LIFE'S BETTER AT THE VILLAGE

Corrective Exercise For Combatting Future Movement Impairments

By JJ Van Rooyen, DC Ranch Village Health Club and Spa Personal Trainer

Every trainers favorite part of training is tailoring our clients’ exercise program(s) to meet not only their fitness goals, but also their activities of daily life goals. It’s great to decrease fat mass and increase lean muscle mass and overall cardiovascular fitness. Furthermore, many people want to get “in shape” so they can more efficiently perform their activities of daily life. This is where corrective exercises come into play. These exercises will help you complete your daily tasks with ease. Getting out of your car, standing up from a chair, lifting a box, or even better, lifting your child or grandchild can become easier with corrective movements. 

Why are Corrective Exercises Important?

Becoming conscious of how your daily life impacts the way your body moves and feels is pertinent information to communicate to your trainer. This allows them to carefully handcraft an exercise program that will encourage lean muscle mass growth and fat mass loss, all while strengthening muscles that may be under active and lengthening muscles that may be overactive, ie: corrective exercise! Trainers have a vast knowledge of body mechanics and understand that everything is connected, kind of like a pulley system.

Common Physical Impairments

Informing your trainer that you work an office job and sit at a desk all day allows  them to prioritize exercises that require you to stand up in order to stabilize and strengthen your core and back muscles. Your trainer would also provide stretches that will help to lengthen the hip muscles that become tight with prolonged sitting. This is a very common impairment known as lower crossed syndrome. As noted before, since everything in your body is connected, this impairment can start with the hips and back and travel either up the spine to the neck and shoulders move downward and effect the knees and ankles.

 

Another common impairment is called upper crossed syndrome. This is when the chest and neck muscles are tight and the posture muscle in your upper back are weak and lengthened. This occurs when the chest muscles are either trained too much and/or the back muscles are neglected in your daily life or workouts. Your trainer will do an initial assessment of the current state of you body and your activities of daily life to accurately depict which exercises and performance frequency and volume of these movements would be most beneficial for you and your goals. Working with a trainer can not only be fun, but it can also be helpful when suffering from movement and muscle imbalances. If this sounds like you, get scheduled for a complimentary orientation today and meet with a trainer to discuss how corrective exercise could benefit you today!

5 corrective exercises for combatting movement impairments:

1. Stability Ball Squat

For those who struggle with knee pain caused by the knees moving to far inward toward the midline of the body. Stand with the stability ball between the  wall and your back. Scoot your feet forward so that you are replying on the ball for support. Hinge at the knees and drop your hips to the floor. Move slowing and focus on range of motion, trying to create a 90 degree bend at your knees.

2. Mini Band Glute Medius Kick

Another great exercise for combatting inward knee movement. With a mini band about two inches above your knees, hold on to a wall and begin to kick slightly out to the side and backwards, a diagonal away from your body. Perform on each side.

3. Walking

Walking is one of the most underrated ways to increase movement efficiency. Taking a walk after each meal is also proven to aid in digestion.

4. Cervical Spine Stretches

Since we hold a lot of tension in our neck from daily life stress, it is important to release than tension so we don’t start to move down the spine and effect the shoulders. Drop one of your ears towards your shoulder and let that stress release. Hold three times on each side for 30 seconds each. 

5. Transverse Abdominis Bracing

This exercise helps engage and strengthen the inner abdominals. The stronger the core, the smaller the chance on low back issues. Lay on your back with knees bent and feet planted on the floor. Without tilting your pelvis, suck your core in, bringing your belly button towards your spine. Hold for 10 seconds and then release, repeat 10-15 times. 

Meet JJ Van Rooyen!

Hello, my name is JJ van Rooyen and I am a Personal Trainer at The Village. I am really lucky that my passion for fitness started at a young age. I grew up as an athlete, but it wasn’t until I started going to the gym and working out on my own when I really started to fall in love with body movement and how it made me feel strong and powerful. In addition to Personal Training, I also work in a Physical Therapy clinic and aim to be a DPT myself one day. Working in the clinic gives me the opportunity to help patients with ailments and injuries that interfere with their daily lives. I’ve seen miracles happen when patient care is genuine, the corrective exercise programs are thorough and masterfully crafted and consistently utilized.  Movement is a gift that we all deserve!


Hand back all of the records exactly as they read.

Data items:
● ● ● ● ●

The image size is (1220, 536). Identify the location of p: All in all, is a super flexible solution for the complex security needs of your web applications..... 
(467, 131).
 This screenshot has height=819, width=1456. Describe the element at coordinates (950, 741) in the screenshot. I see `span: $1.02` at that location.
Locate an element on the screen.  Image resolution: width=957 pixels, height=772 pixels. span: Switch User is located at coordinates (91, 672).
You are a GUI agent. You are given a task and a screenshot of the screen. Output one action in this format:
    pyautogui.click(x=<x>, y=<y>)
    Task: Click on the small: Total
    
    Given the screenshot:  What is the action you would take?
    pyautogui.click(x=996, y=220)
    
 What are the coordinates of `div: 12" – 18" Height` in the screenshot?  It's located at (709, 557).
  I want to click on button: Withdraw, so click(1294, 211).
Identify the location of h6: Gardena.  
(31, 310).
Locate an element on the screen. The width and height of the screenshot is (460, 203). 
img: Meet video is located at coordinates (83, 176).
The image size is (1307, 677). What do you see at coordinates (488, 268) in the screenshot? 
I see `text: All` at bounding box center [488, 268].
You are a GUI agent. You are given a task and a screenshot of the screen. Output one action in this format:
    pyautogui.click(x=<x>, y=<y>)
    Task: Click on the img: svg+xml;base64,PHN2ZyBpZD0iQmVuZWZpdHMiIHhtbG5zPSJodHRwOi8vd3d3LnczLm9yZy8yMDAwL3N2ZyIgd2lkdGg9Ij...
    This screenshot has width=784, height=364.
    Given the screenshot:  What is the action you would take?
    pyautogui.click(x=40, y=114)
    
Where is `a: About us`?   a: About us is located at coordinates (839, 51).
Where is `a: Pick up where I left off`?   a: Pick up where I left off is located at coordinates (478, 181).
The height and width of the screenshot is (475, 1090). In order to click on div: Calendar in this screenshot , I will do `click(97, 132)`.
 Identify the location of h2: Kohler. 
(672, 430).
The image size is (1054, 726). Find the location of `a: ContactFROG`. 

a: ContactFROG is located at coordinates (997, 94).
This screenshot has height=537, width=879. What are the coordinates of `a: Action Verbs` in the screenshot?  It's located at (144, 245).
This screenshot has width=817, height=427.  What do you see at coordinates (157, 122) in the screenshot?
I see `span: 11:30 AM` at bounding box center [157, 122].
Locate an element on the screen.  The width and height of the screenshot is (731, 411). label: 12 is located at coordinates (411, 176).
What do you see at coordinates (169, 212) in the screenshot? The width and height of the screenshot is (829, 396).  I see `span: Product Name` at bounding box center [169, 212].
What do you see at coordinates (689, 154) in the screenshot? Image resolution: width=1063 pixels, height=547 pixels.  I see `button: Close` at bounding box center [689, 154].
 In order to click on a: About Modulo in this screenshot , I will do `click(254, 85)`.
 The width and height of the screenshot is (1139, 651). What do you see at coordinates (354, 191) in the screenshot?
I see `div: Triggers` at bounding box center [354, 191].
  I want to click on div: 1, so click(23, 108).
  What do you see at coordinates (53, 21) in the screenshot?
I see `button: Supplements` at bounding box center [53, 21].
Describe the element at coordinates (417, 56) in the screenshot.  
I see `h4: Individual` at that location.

● ● ● ● ●

Response below:
The image size is (1220, 536). Identify the location of p: All in all, is a super flexible solution for the complex security needs of your web applications..... 
(467, 131).
 This screenshot has height=819, width=1456. Describe the element at coordinates (950, 741) in the screenshot. I see `span: $1.02` at that location.
Locate an element on the screen.  Image resolution: width=957 pixels, height=772 pixels. span: Switch User is located at coordinates (91, 672).
You are a GUI agent. You are given a task and a screenshot of the screen. Output one action in this format:
    pyautogui.click(x=<x>, y=<y>)
    Task: Click on the small: Total
    
    Given the screenshot:  What is the action you would take?
    pyautogui.click(x=996, y=220)
    
 What are the coordinates of `div: 12" – 18" Height` in the screenshot?  It's located at (709, 557).
  I want to click on button: Withdraw, so click(1294, 211).
Identify the location of h6: Gardena.  
(31, 310).
Locate an element on the screen. The width and height of the screenshot is (460, 203). 
img: Meet video is located at coordinates (83, 176).
The image size is (1307, 677). What do you see at coordinates (488, 268) in the screenshot? 
I see `text: All` at bounding box center [488, 268].
You are a GUI agent. You are given a task and a screenshot of the screen. Output one action in this format:
    pyautogui.click(x=<x>, y=<y>)
    Task: Click on the img: svg+xml;base64,PHN2ZyBpZD0iQmVuZWZpdHMiIHhtbG5zPSJodHRwOi8vd3d3LnczLm9yZy8yMDAwL3N2ZyIgd2lkdGg9Ij...
    This screenshot has width=784, height=364.
    Given the screenshot:  What is the action you would take?
    pyautogui.click(x=40, y=114)
    
Where is `a: About us`?   a: About us is located at coordinates (839, 51).
Where is `a: Pick up where I left off`?   a: Pick up where I left off is located at coordinates (478, 181).
The height and width of the screenshot is (475, 1090). In order to click on div: Calendar in this screenshot , I will do `click(97, 132)`.
 Identify the location of h2: Kohler. 
(672, 430).
The image size is (1054, 726). Find the location of `a: ContactFROG`. 

a: ContactFROG is located at coordinates (997, 94).
This screenshot has height=537, width=879. What are the coordinates of `a: Action Verbs` in the screenshot?  It's located at (144, 245).
This screenshot has width=817, height=427.  What do you see at coordinates (157, 122) in the screenshot?
I see `span: 11:30 AM` at bounding box center [157, 122].
Locate an element on the screen.  The width and height of the screenshot is (731, 411). label: 12 is located at coordinates (411, 176).
What do you see at coordinates (169, 212) in the screenshot? The width and height of the screenshot is (829, 396).  I see `span: Product Name` at bounding box center [169, 212].
What do you see at coordinates (689, 154) in the screenshot? Image resolution: width=1063 pixels, height=547 pixels.  I see `button: Close` at bounding box center [689, 154].
 In order to click on a: About Modulo in this screenshot , I will do `click(254, 85)`.
 The width and height of the screenshot is (1139, 651). What do you see at coordinates (354, 191) in the screenshot?
I see `div: Triggers` at bounding box center [354, 191].
  I want to click on div: 1, so click(23, 108).
  What do you see at coordinates (53, 21) in the screenshot?
I see `button: Supplements` at bounding box center [53, 21].
Describe the element at coordinates (417, 56) in the screenshot.  
I see `h4: Individual` at that location.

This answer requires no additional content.